EXERCISE INSTRUCTIONS:
I'd like the data below restated word for word, with the pictures left out.

INFORMATION GIVEN Block Start

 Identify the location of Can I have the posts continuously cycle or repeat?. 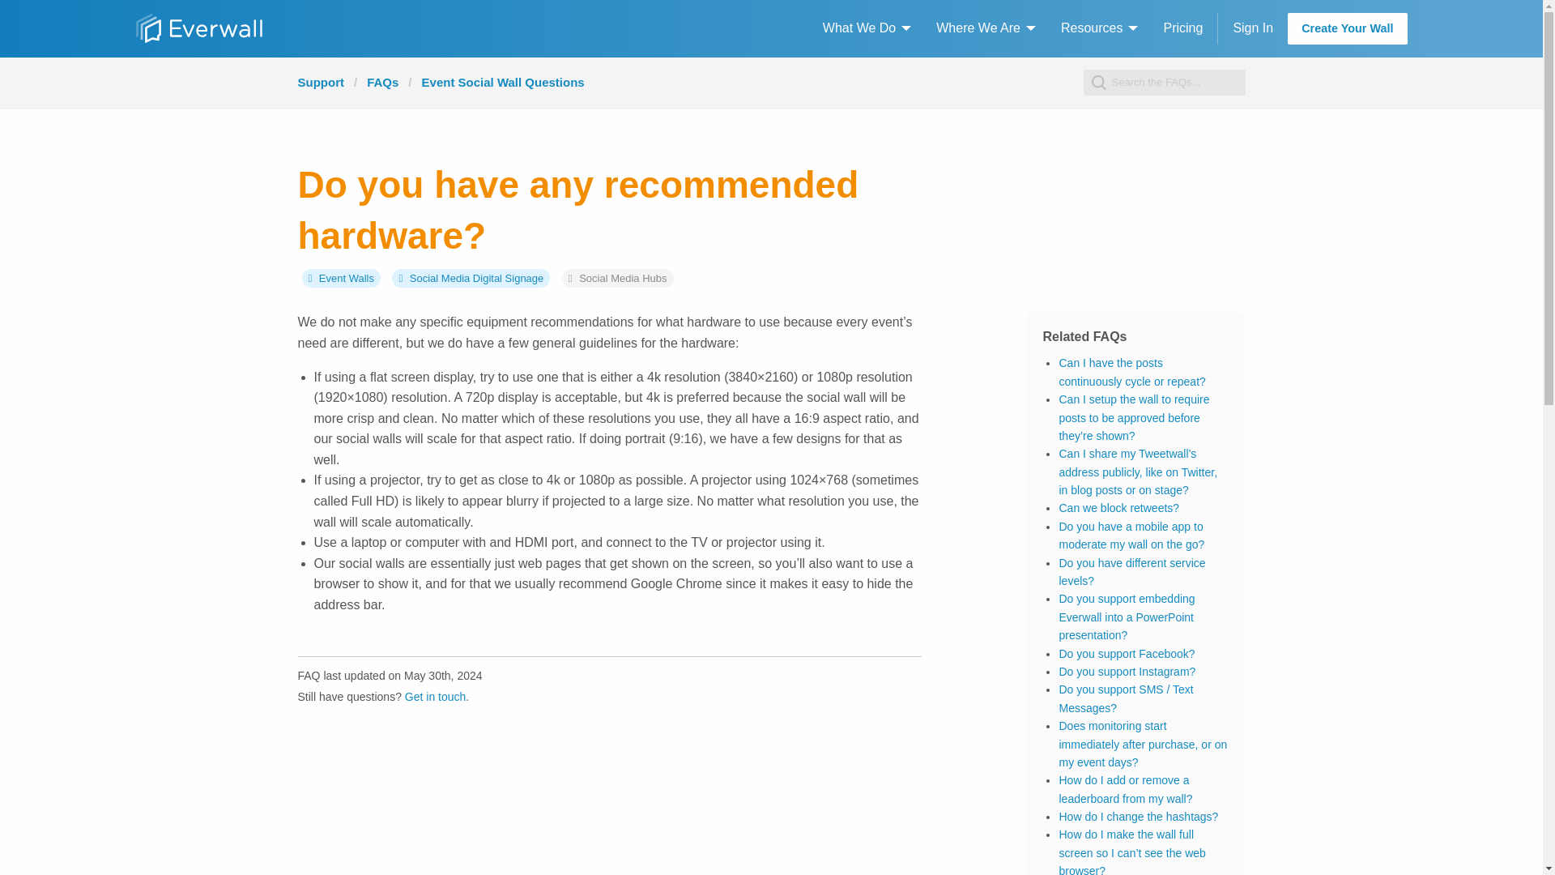
(1132, 371).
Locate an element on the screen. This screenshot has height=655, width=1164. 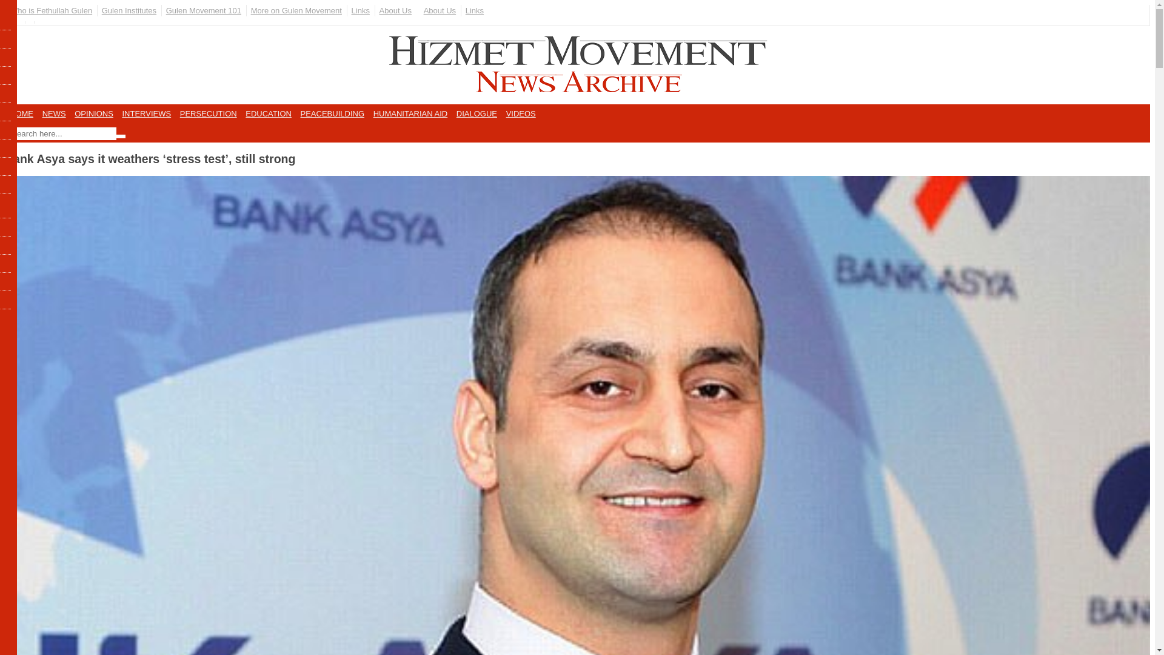
NEWS is located at coordinates (54, 113).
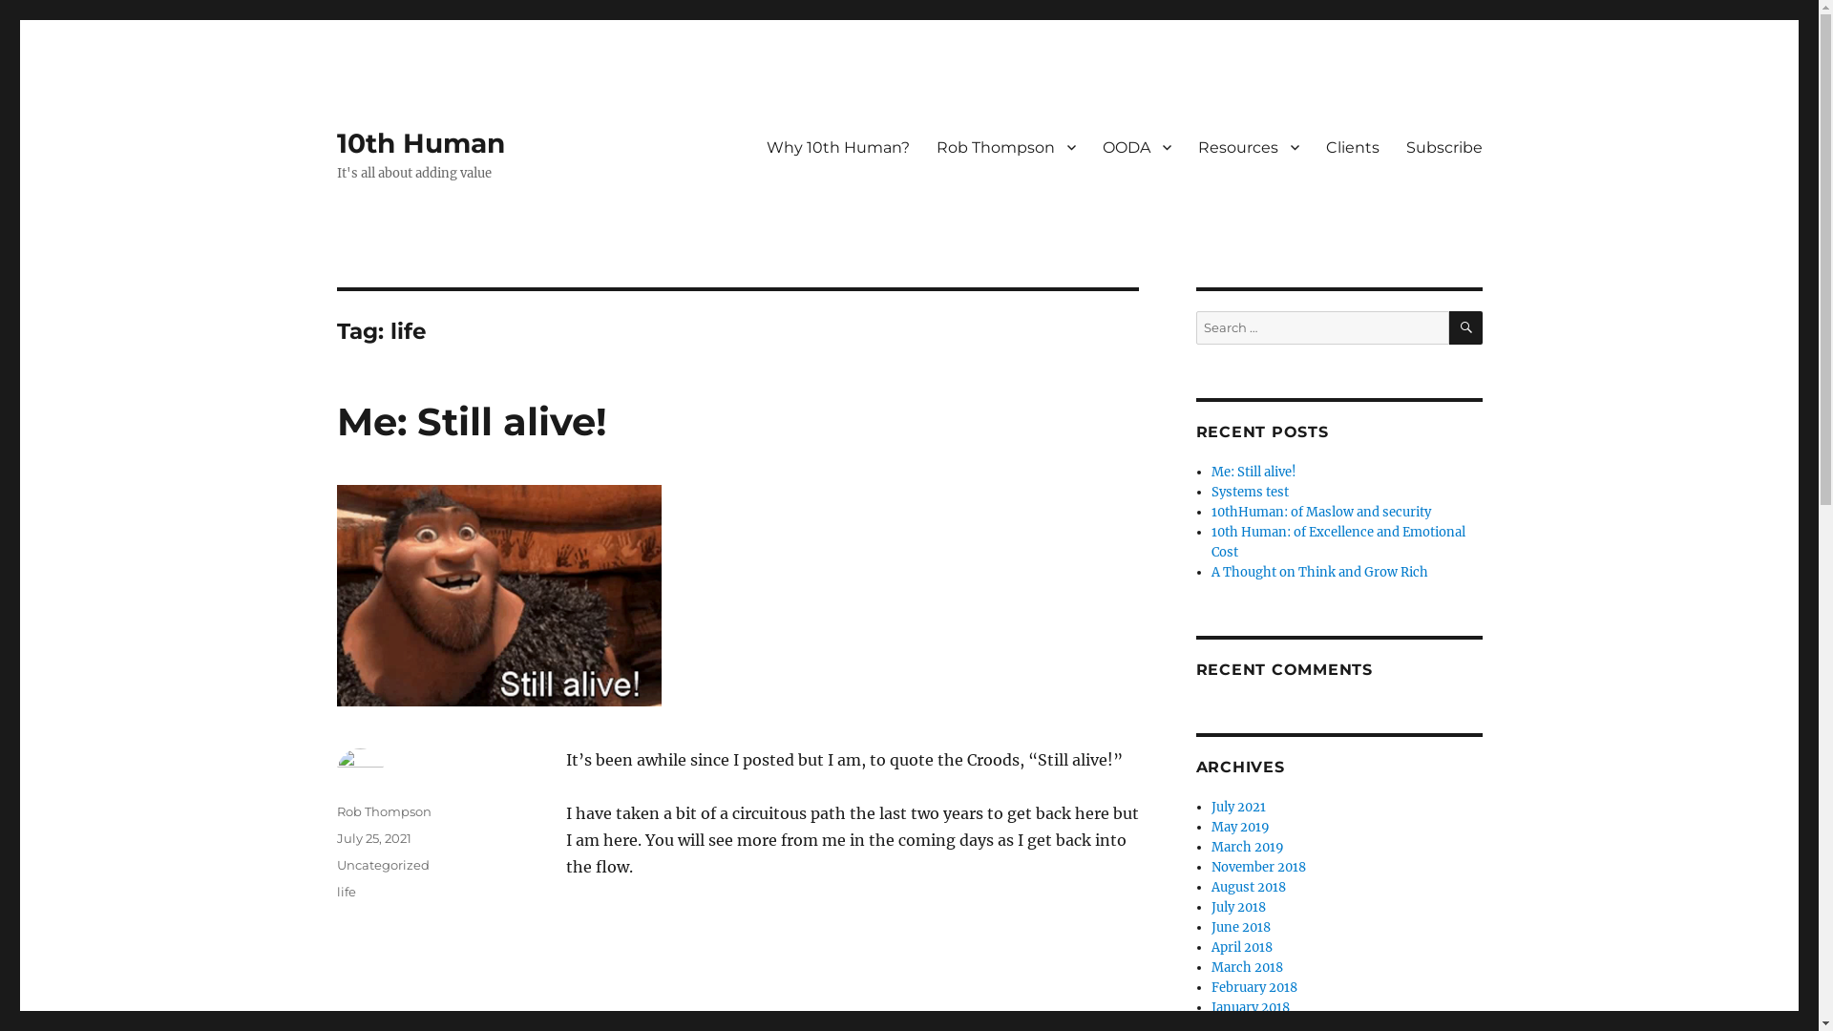 The image size is (1833, 1031). I want to click on 10th Human, so click(420, 143).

INFORMATION GIVEN Block End

WORKED SOLUTION:
 Identify the location of Can I have the posts continuously cycle or repeat?. 
(1132, 371).
Locate an element on the screen. This screenshot has height=655, width=1164. 
NEWS is located at coordinates (54, 113).
 The image size is (1833, 1031). I want to click on 10th Human, so click(420, 143).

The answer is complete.